(Stored data entries)
┌──
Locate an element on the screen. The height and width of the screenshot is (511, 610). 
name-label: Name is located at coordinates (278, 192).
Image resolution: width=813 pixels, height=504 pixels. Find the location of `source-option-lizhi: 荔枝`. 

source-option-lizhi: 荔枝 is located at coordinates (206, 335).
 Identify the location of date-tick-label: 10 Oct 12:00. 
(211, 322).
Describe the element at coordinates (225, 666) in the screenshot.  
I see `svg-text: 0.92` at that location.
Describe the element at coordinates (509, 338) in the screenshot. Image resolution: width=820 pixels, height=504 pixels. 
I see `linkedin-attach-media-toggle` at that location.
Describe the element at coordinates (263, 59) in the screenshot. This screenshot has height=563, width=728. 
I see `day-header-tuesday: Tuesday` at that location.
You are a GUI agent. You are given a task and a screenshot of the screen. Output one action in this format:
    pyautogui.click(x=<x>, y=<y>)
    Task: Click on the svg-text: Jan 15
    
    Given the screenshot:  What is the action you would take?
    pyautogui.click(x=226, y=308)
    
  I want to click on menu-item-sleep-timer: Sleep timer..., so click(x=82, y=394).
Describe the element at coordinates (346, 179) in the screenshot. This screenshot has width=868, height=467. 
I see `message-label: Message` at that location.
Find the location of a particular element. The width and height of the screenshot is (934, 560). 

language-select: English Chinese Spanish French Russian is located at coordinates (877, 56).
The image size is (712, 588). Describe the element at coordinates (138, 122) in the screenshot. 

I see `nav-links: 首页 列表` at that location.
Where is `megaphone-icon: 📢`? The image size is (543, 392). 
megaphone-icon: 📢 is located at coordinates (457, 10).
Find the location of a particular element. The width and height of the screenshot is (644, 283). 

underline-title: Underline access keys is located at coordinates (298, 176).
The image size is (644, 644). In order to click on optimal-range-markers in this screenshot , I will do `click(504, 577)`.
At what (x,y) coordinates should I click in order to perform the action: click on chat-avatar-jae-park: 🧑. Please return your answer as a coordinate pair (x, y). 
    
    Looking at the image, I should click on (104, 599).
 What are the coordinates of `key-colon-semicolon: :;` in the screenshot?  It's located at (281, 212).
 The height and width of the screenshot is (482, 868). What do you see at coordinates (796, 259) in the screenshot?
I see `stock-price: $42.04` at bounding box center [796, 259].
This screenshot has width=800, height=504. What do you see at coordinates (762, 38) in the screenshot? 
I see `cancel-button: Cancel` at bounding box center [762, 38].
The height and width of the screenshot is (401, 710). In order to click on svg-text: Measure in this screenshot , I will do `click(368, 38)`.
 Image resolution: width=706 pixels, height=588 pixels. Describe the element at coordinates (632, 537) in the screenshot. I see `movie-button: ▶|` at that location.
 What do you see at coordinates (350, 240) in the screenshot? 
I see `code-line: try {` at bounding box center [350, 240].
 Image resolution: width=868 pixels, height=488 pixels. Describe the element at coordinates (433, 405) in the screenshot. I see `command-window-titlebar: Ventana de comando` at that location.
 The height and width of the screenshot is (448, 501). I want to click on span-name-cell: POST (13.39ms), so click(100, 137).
└──
▶ _Your goal_
Each line of the records must be reproduced exactly.

▶ _Completed task_
Locate an element on the screen. The height and width of the screenshot is (511, 610). 
name-label: Name is located at coordinates (278, 192).
Image resolution: width=813 pixels, height=504 pixels. Find the location of `source-option-lizhi: 荔枝`. 

source-option-lizhi: 荔枝 is located at coordinates (206, 335).
 Identify the location of date-tick-label: 10 Oct 12:00. 
(211, 322).
Describe the element at coordinates (225, 666) in the screenshot.  
I see `svg-text: 0.92` at that location.
Describe the element at coordinates (509, 338) in the screenshot. Image resolution: width=820 pixels, height=504 pixels. 
I see `linkedin-attach-media-toggle` at that location.
Describe the element at coordinates (263, 59) in the screenshot. This screenshot has height=563, width=728. 
I see `day-header-tuesday: Tuesday` at that location.
You are a GUI agent. You are given a task and a screenshot of the screen. Output one action in this format:
    pyautogui.click(x=<x>, y=<y>)
    Task: Click on the svg-text: Jan 15
    
    Given the screenshot:  What is the action you would take?
    pyautogui.click(x=226, y=308)
    
  I want to click on menu-item-sleep-timer: Sleep timer..., so click(x=82, y=394).
Describe the element at coordinates (346, 179) in the screenshot. This screenshot has width=868, height=467. 
I see `message-label: Message` at that location.
Find the location of a particular element. The width and height of the screenshot is (934, 560). 

language-select: English Chinese Spanish French Russian is located at coordinates (877, 56).
The image size is (712, 588). Describe the element at coordinates (138, 122) in the screenshot. 

I see `nav-links: 首页 列表` at that location.
Where is `megaphone-icon: 📢`? The image size is (543, 392). 
megaphone-icon: 📢 is located at coordinates (457, 10).
Find the location of a particular element. The width and height of the screenshot is (644, 283). 

underline-title: Underline access keys is located at coordinates (298, 176).
The image size is (644, 644). In order to click on optimal-range-markers in this screenshot , I will do `click(504, 577)`.
At what (x,y) coordinates should I click in order to perform the action: click on chat-avatar-jae-park: 🧑. Please return your answer as a coordinate pair (x, y). 
    
    Looking at the image, I should click on (104, 599).
 What are the coordinates of `key-colon-semicolon: :;` in the screenshot?  It's located at (281, 212).
 The height and width of the screenshot is (482, 868). What do you see at coordinates (796, 259) in the screenshot?
I see `stock-price: $42.04` at bounding box center [796, 259].
This screenshot has width=800, height=504. What do you see at coordinates (762, 38) in the screenshot? 
I see `cancel-button: Cancel` at bounding box center [762, 38].
The height and width of the screenshot is (401, 710). In order to click on svg-text: Measure in this screenshot , I will do `click(368, 38)`.
 Image resolution: width=706 pixels, height=588 pixels. Describe the element at coordinates (632, 537) in the screenshot. I see `movie-button: ▶|` at that location.
 What do you see at coordinates (350, 240) in the screenshot? 
I see `code-line: try {` at bounding box center [350, 240].
 Image resolution: width=868 pixels, height=488 pixels. Describe the element at coordinates (433, 405) in the screenshot. I see `command-window-titlebar: Ventana de comando` at that location.
 The height and width of the screenshot is (448, 501). I want to click on span-name-cell: POST (13.39ms), so click(100, 137).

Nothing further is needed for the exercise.